Yes, which is why violating a known law isn't automatically disqualifying. But it is highly suggestive, and requires extremely good evidence to surmount. So far, such evidence has not been forthcoming, so this remains a good reason to doubt.
Every so often, something comes along that overturns an established law, like the photoelectric effect or the Michelson–Morley experiment. But the vast majority of the time, the laws remain intact and it's the claim which is somehow flawed. (See the Pioneer anomaly for a recent example where new physics was long considered as a potential explanation, but it ended up being a completely mundane effect.)
This is not the first experiment undertaken by Nasa/Pentagon/Boeing or the DoD. As well as similar measurements confirmed by other research teams (including foreign teams).
I totally agree it requires drastic evidence, but it could be explained by another physical action not necessarily the violation of Newton's laws or effects that supersede those laws like quantum effects
If it's another physical action within known physical laws, then nothing interesting is happening and it's a failure of the experimental setup. Yes, many experiments have been done, and none have conclusively disprove it, but at the same time none of them have conclusively shown that something is going on either. The detected effect remains well within the realm of potential error, so until that uncertainty is resolved, "error" remains a much better bet than "new physics."
>If it's another physical action within known physical laws, then nothing interesting is happening and it's a failure of the experimental setup
I'm not sure what makes you think this. There's no failure in science when an effect is observed and it's explainable within the frame of current theory. If that was the case every experiment I've done would have been a 'failure.'
With the experiments that showed a result, that result is not explainable within the frame of current theory. The whole purpose of the experimental setup is to isolate the test article from any possible interactions that could exert force on it, other than the one being tested. If the results seen so far are due to mundane interactions, then that isolation didn't work. Is that not a failure of the experimental setup?
IIRC, the recent tests are to reduce experimental error, not 'mundane interactions.' Just because there may be a way to explain it within the frame of current theory that the original researchers did not pursue or understand, still doesn't mean the experiment failed.
So, thermal radiation slowed the Pioneer spacecrafts. 'Thermal' is a type of Electromagnetic (EM) radiation, right?
Doesn't that make it an EM Drive?
Why the cone apparatus? What is preventing the intentional design of a spacecraft that uses thermal radiation (or Thermal Recoil Force) similar to the Pioneer spacecraft?
e: The replies indicate the answer is that this could be built but the effect is to weak to be practical. Which I find to be a completely acceptable answer, thanks.
That makes it a photon rocket, which is nothing new. It's a logical consequence of the fact that light carries momentum, which is part of Maxwell's electromagnetic theory from 150 years ago. It's not very practical unless you have an extremely dense power source (nuclear fission won't cut it, you need fusion or antimatter) so it's more of a theoretical toy at this point.
What's interesting about the EmDrive's claims is that it supposedly produces far more thrust for the power that goes into it than would be possible from a photon rocket.
(The Pioneer anomaly wasn't because nobody realized that thermal radiation would act as a photon rocket, but rather that the effect wasn't correctly calculated. The theory is pretty simple, but it gets complex when you apply it to a real spacecraft with complex shapes, non-blackbody materials, and temperature gradients.)
You have to look at it in terms of a barrier. It's not impossible to break it, but it requires a lot of "oompf". The greater the violation, the greater the "oompf" required.
So, because this thing would change basically all Physics books, there's a huge burden on them to prove it beyond any shade of doubt. Forget about flirting with detection error; it should be as clear as the sun rising in the morning.
Please note that relativity, big as is was, was only at a low-to-medium level of "oompf". It didn't change quite everything, far from it.
I would argue relativity was a tectonic shift in how we understand physics. These ideas existed before Einstein in mathematics/ geometry (Grassmann & Reimann). But they were just ideas and not a full-fledged theory.
Every so often, something comes along that overturns an established law, like the photoelectric effect or the Michelson–Morley experiment. But the vast majority of the time, the laws remain intact and it's the claim which is somehow flawed. (See the Pioneer anomaly for a recent example where new physics was long considered as a potential explanation, but it ended up being a completely mundane effect.)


EXERCISE INSTRUCTIONS ->
A single number is the answer: the count of lines in the records that hold the word "Image".

THE INPUT ->
- - - - -

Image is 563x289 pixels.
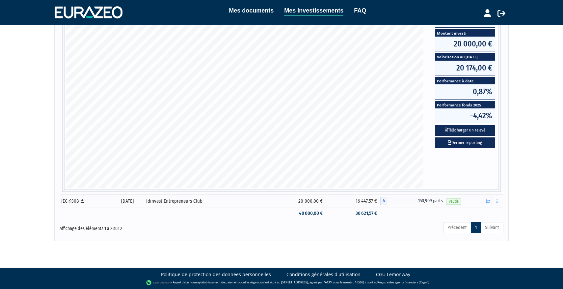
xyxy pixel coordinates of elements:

- - - - -

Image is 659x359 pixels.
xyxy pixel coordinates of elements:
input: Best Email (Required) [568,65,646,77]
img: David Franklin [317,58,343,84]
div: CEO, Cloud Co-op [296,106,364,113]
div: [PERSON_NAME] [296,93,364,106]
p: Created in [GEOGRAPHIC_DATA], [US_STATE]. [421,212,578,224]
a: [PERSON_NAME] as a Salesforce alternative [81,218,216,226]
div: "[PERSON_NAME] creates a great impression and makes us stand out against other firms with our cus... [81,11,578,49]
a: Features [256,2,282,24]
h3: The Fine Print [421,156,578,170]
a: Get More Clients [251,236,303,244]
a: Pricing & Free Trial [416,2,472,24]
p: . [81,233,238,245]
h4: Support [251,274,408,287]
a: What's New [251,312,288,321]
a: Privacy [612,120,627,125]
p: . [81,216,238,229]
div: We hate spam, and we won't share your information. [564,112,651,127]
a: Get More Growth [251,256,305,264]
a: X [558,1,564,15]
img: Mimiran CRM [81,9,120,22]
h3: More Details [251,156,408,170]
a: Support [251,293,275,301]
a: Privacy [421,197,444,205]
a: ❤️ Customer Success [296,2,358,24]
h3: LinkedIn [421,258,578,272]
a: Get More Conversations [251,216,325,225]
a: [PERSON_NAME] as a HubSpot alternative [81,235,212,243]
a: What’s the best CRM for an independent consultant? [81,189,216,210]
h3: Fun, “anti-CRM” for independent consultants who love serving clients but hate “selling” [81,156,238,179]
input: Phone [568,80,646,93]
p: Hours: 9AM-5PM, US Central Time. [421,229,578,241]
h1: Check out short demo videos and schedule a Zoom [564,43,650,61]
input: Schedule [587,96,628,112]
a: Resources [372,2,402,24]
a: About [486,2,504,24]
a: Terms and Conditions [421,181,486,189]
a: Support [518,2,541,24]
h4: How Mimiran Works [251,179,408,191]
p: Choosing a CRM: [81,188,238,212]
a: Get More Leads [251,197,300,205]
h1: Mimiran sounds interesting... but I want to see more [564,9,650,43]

- - - - -

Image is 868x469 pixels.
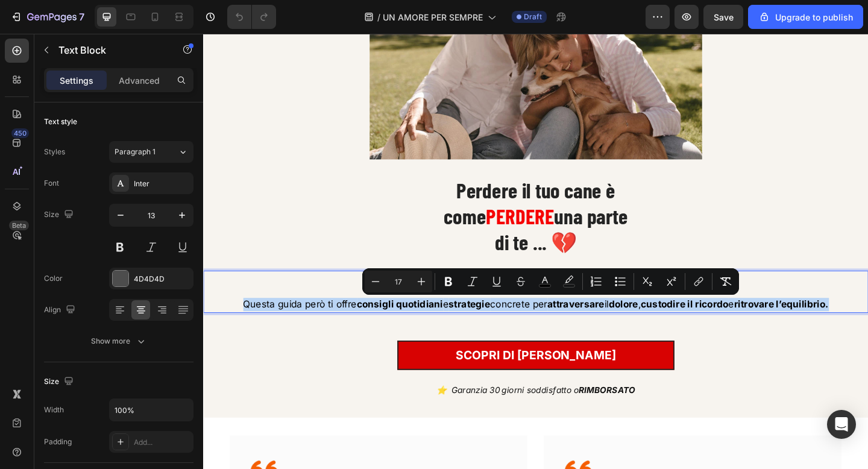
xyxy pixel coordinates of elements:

- - - - -

THE ANSWER ->
3